By Isaac Cohen*
The decision, adopted by the emergency manager of Detroit Kevin Orr, to request from a federal court that the city be declared in bankruptcy is the largest in the history of the United States.
There have been other cases of municipal bankruptcy dealt with in federal court. The next in size was Jefferson County, Alabama, in 2011, a city of 659,000 inhabitants with an outstanding debt of $4.2 billion. In the state of California, there have been other municipal bankruptcies, such as Orange County in 1994, a city of 2.4 million persons, with a debt of $2.0 billion.

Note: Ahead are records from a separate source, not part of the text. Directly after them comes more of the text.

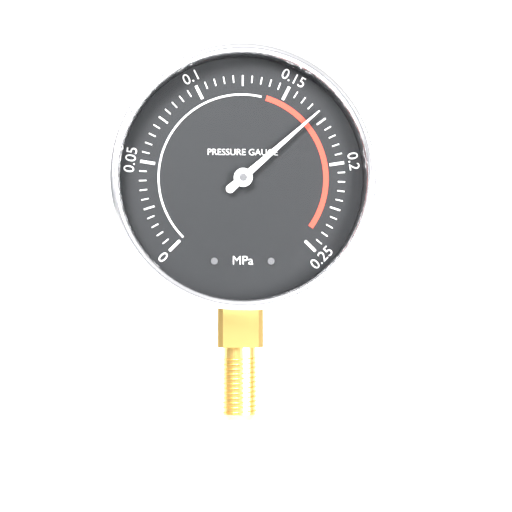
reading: 0.170 MPa
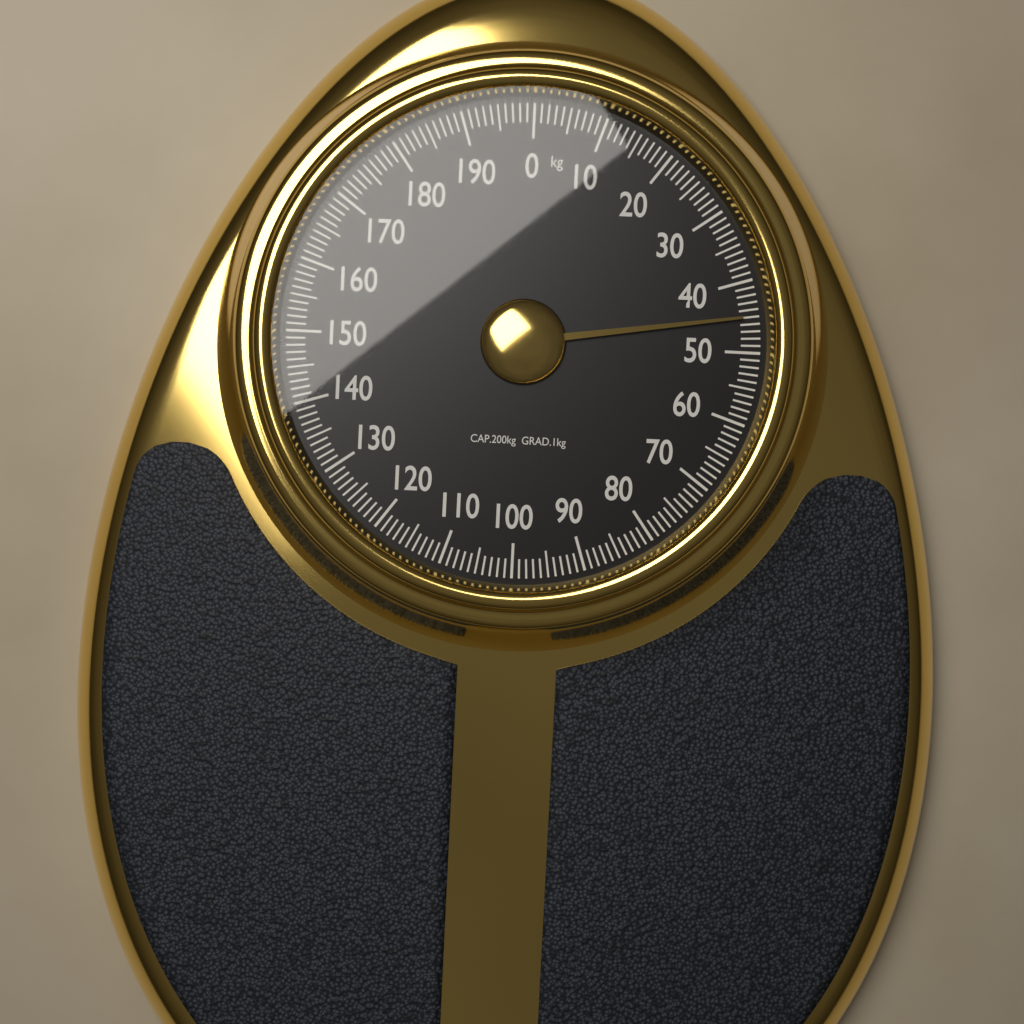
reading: 45 kg
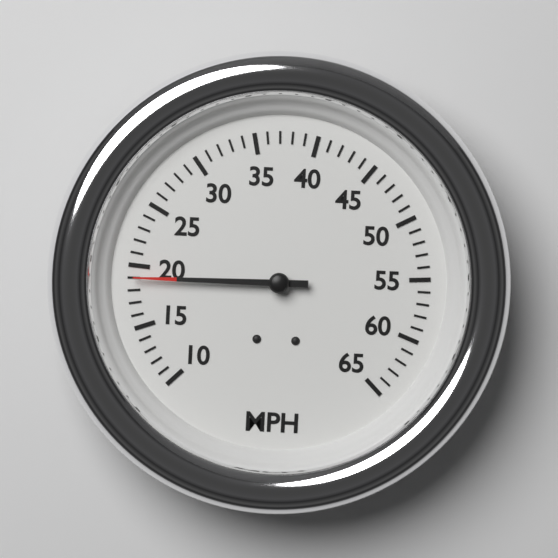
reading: 19 MPH
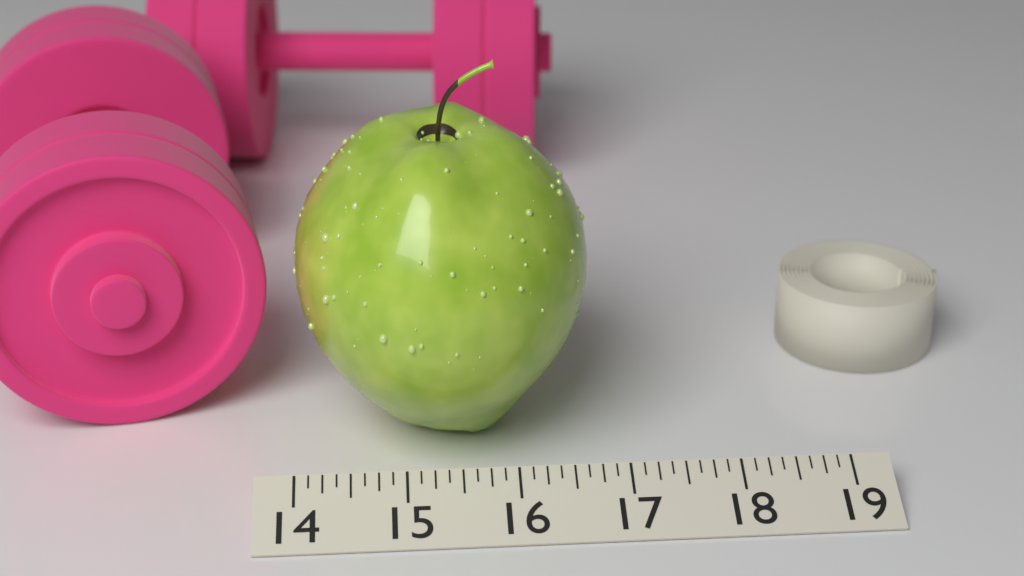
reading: 16.750 (no unit)
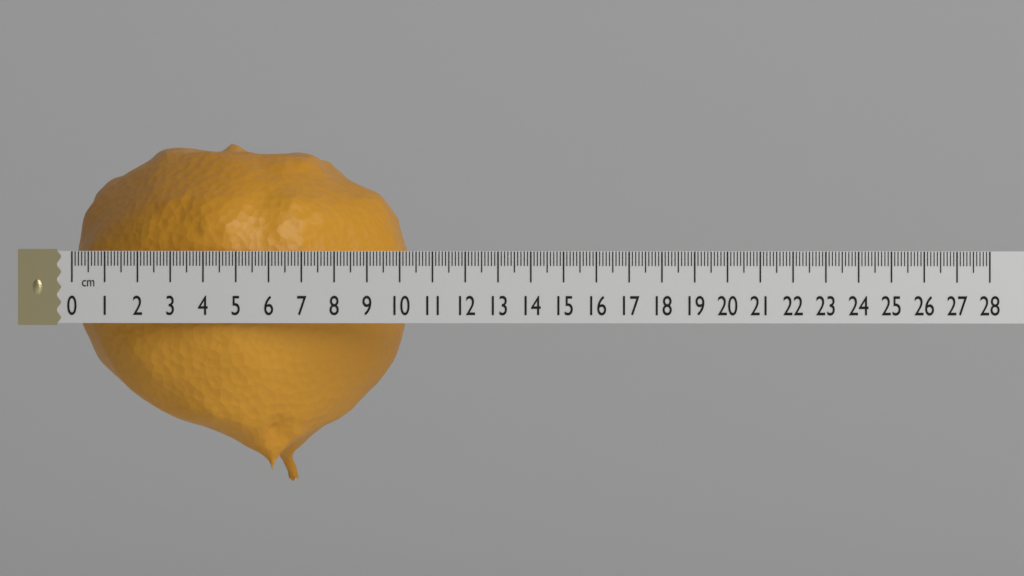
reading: 10.3 cm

All of these previous cases are far from the Detroit bankruptcy, a city of 701,000 inhabitants, with an estimated debt of between $18-20 billion. More impressive is the fact that, at the turn of the 20th. Century, Detroit was the fourth most populous city in the United States, growing at the vigorous pace of the automobile industry, it reached a peak in 1950 of 1.8 million persons. The decline of the largest urban concentration in the State of Michigan is also closely linked to the sort of the automobile industry. By contrast,, the federal rescue of General Motors and Chrysler, during the Great Recession of 2009, amounted to $80 billion.
Among the creditors of the City of Detroit are 9,700 employees, 20,000 retirees and several institutional and individual holders of municipal bonds.
*International analyst and consultant. Commentator on economic and financial issues for CNN en Español TV and radio. Former Director, UNECLAC Washington Office.